§ **What this task involves**
Go through the listing below, and from the line containing "Image resolution: width=980" through its last line, transcribe every line exactly, skipping pictures.

§ **The data**

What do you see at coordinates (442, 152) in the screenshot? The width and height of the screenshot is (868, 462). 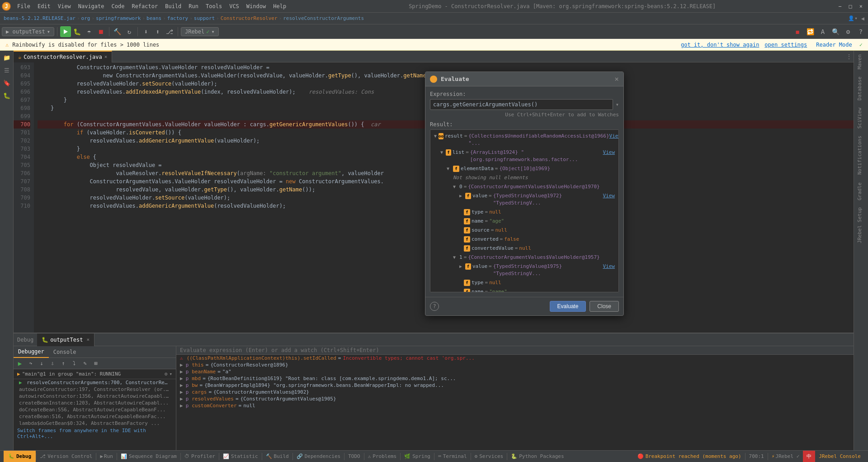 I see `list-collapse-icon: ▼` at bounding box center [442, 152].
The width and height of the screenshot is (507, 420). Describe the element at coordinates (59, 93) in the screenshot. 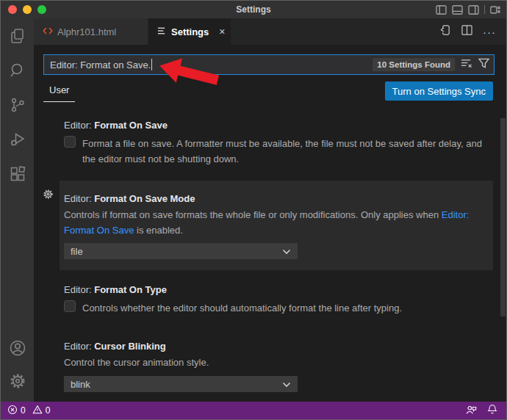

I see `tab-user-scope: User` at that location.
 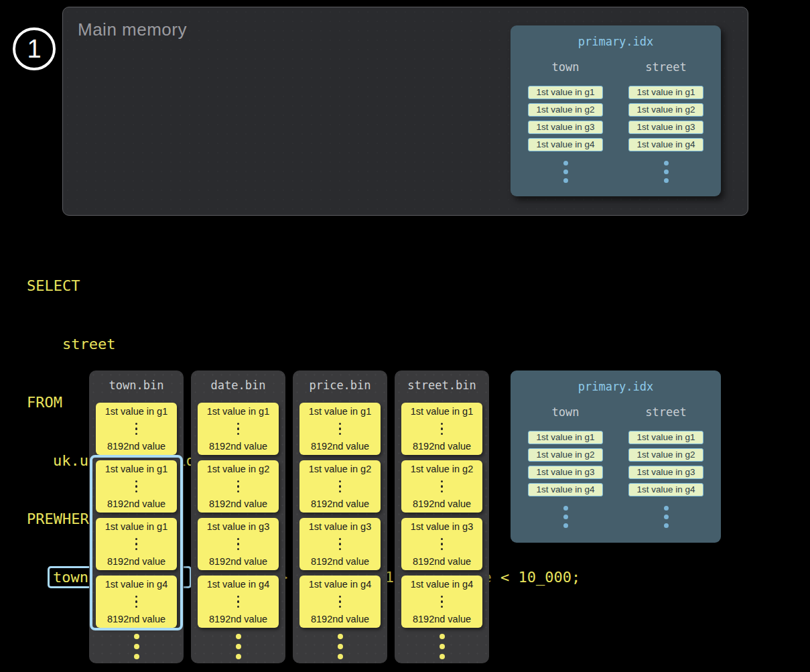 What do you see at coordinates (239, 386) in the screenshot?
I see `bin-file-title: date.bin` at bounding box center [239, 386].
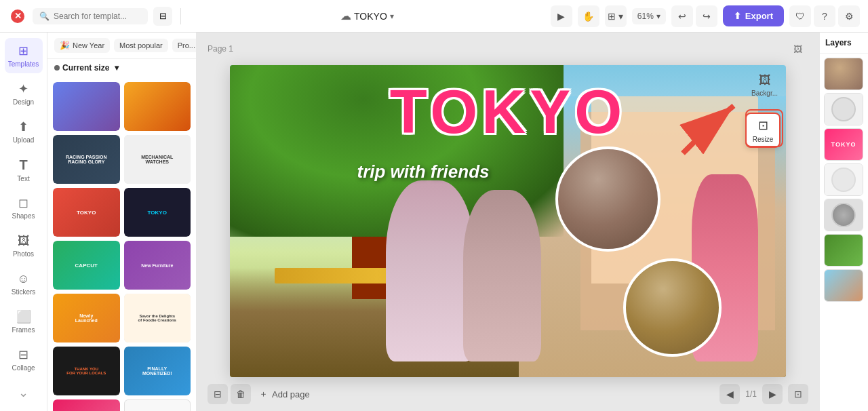  Describe the element at coordinates (646, 16) in the screenshot. I see `zoom-level: 61%` at that location.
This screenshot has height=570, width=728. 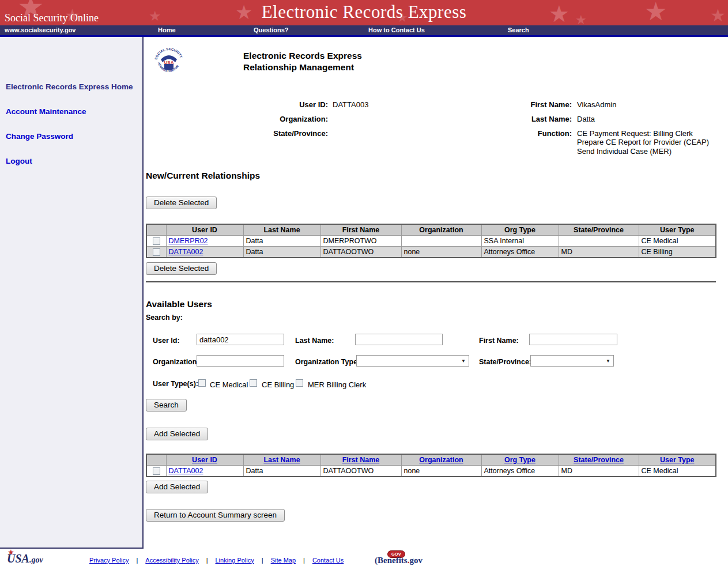 What do you see at coordinates (649, 107) in the screenshot?
I see `first-name-value: VikasAdmin` at bounding box center [649, 107].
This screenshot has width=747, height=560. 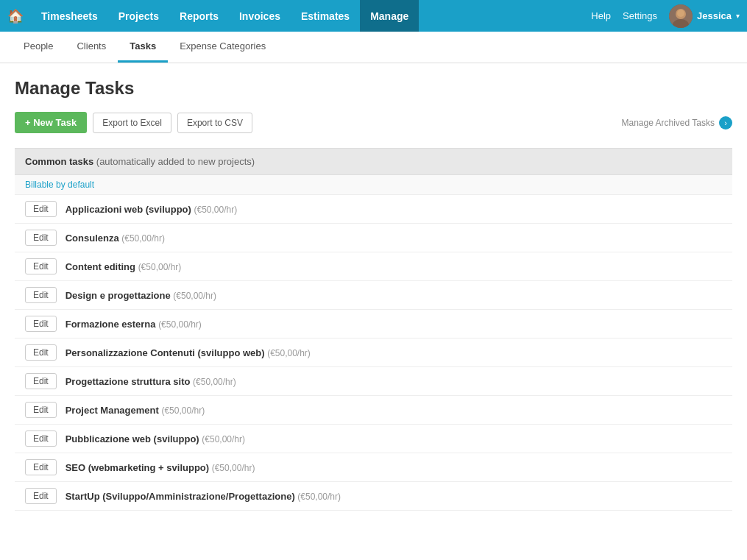 I want to click on nav-item-projects: Projects, so click(x=138, y=16).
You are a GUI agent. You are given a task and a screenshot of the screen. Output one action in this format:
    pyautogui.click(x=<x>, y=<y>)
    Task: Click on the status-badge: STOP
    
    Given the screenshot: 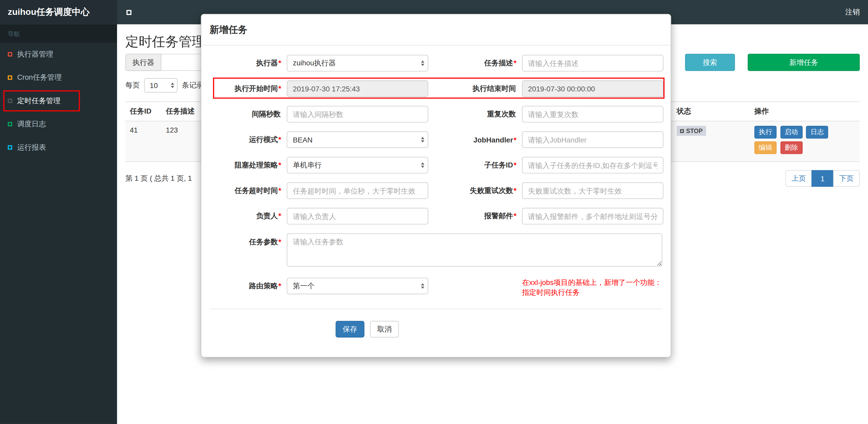 What is the action you would take?
    pyautogui.click(x=691, y=131)
    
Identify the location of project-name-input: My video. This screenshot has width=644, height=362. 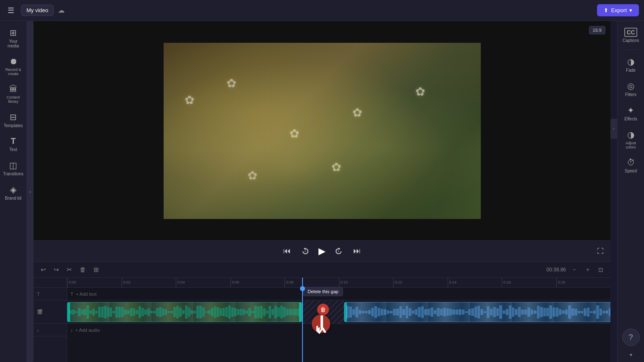
(37, 10).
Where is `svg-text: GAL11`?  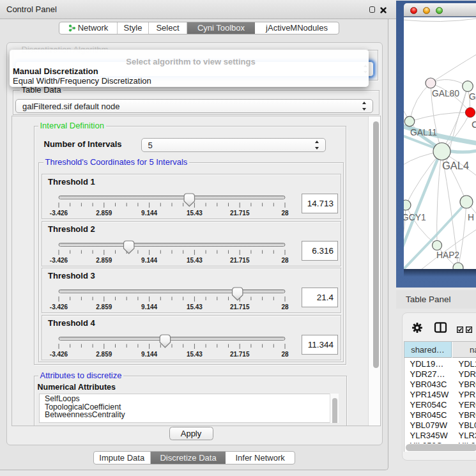 svg-text: GAL11 is located at coordinates (424, 133).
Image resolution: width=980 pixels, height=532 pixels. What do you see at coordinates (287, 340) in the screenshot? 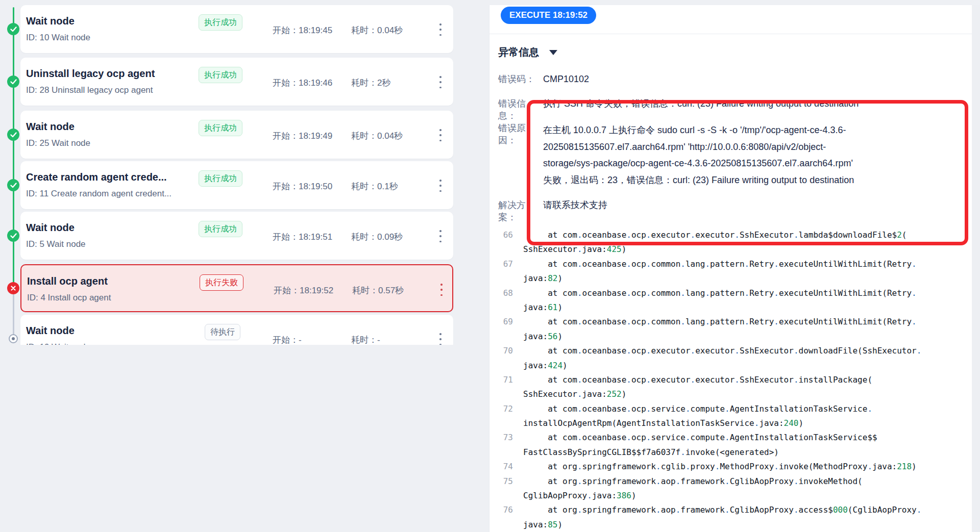
I see `task-start-time: 开始：-` at bounding box center [287, 340].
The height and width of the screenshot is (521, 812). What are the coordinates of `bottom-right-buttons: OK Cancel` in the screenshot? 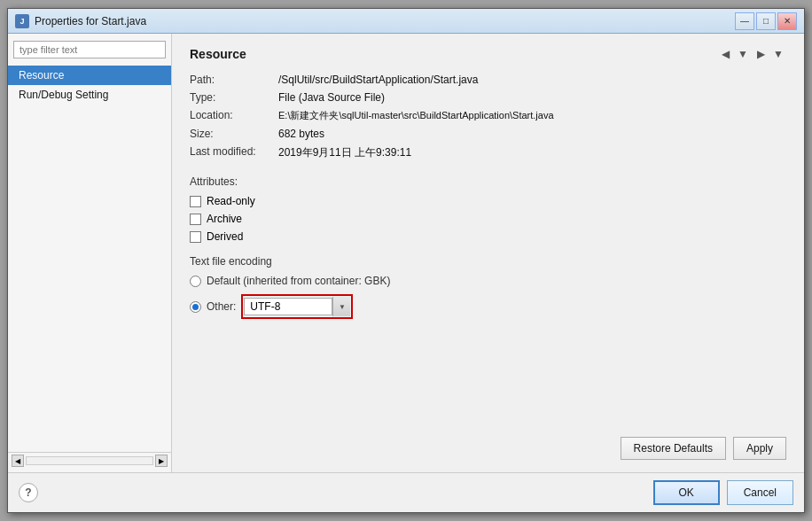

§ **Worked solution**
Image resolution: width=980 pixels, height=532 pixels. What do you see at coordinates (287, 340) in the screenshot? 
I see `task-start-time: 开始：-` at bounding box center [287, 340].
The height and width of the screenshot is (521, 812). What are the coordinates of `bottom-right-buttons: OK Cancel` in the screenshot? 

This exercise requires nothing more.